Simple Cough Test Spots Tuberculosis

Worked as well as invasive procedure, South African study says

THURSDAY, Jan. 6, 2005 (HealthDayNews) -- Diagnosing tuberculosis in children may be a simpler task than doctors have thought, a new South African study suggests.

A quick, easy test where kids simply cough up one specimen of sputum is as effective at diagnosing tuberculosis (TB) as the expensive, complicated and widely used procedure called gastric lavage, the researchers report.

"Our trial establishes that a single induced sputum is very useful for diagnosing TB in children, even in infants," said Dr. Heather J. Zar, director of the department of pediatric pulmonology at the University of Cape Town.
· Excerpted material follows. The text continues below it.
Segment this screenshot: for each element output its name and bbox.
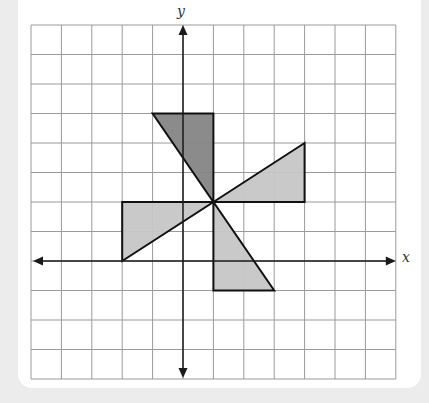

She is the author of a report on the procedures that appears in the Jan. 8 issue of The Lancet.

"The current standard of diagnosis is three sequential gastric lavages, which usually require a child to be hospitalized for two days with an overnight starve, which is unpleasant for child and health-care provider," Zar added.

The sputum test has been discredited because "traditional teaching has been that it is not possible to get sputum from infants and young children," Zar said. "However, this study shows that this is incorrect, and raises more possibilities for the use of sputum for diagnosing other respiratory illnesses in young children."

Quick diagnosis of tuberculosis is obviously important in South Africa and other countries where AIDS is widespread, said Dr. Lee B. Reichman, director of the New Jersey Medical School National Tuberculosis Center.

"Tuberculosis and HIV are inextricably linked," Reichman explained. "Tuberculosis is by far the greatest killer of persons infected with HIV. But tuberculosis is preventable and treatable when diagnosed."

A simpler diagnostic test would also be helpful in the United States, Reichman added. "Because of the fact that everyone thinks that tuberculosis has gone away, there haven't been any new diagnostic tests in years. But tuberculosis certainly hasn't gone away," he said.

TB incidence has been declining steadily by 5 percent to 6 percent a year in the United States, "but the curve is sort of leveling off," he said. The decrease in 2003, the last year for which data are available, was less than 2 percent, and the incidence of TB increased in 18 states, including New York, California and Texas.

There were 14,874 cases of tuberculosis in the United States in 2003, 55 of them among children under the age of 5 and 367 in children aged 5 to 14, the U.S. Centers for Disease Control and Prevention has reported.

The South African physicians studied 250 children aged 1 month to 5 years who were admitted for suspected tuberculosis. Sputum induction and gastric lavage were done on three consecutive days. Tests found that 62 of the children were infected. Sputum induction detected TB in 54 of the children, while gastric lavage was positive in only 40 of them.

A research letter in the same issue of the journal described successful use of a method called the string test for TB, in which sputum is induced by having someone swallow a string. The method was used for 228 HIV-infected patients, reported physicians at the Hospital Nacional Dos de Mayo in Lima, Peru. The use of the string test followed by sputum induction detected tuberculosis in 14 patients, compared to eight who had only sputum induction.

"The string test is safe and effective for retrieval of useful clinical specimens," the researchers said. Reichman described it as a completely new method that requires further study.

More information

The basics of tuberculosis are described by the American Lung Association.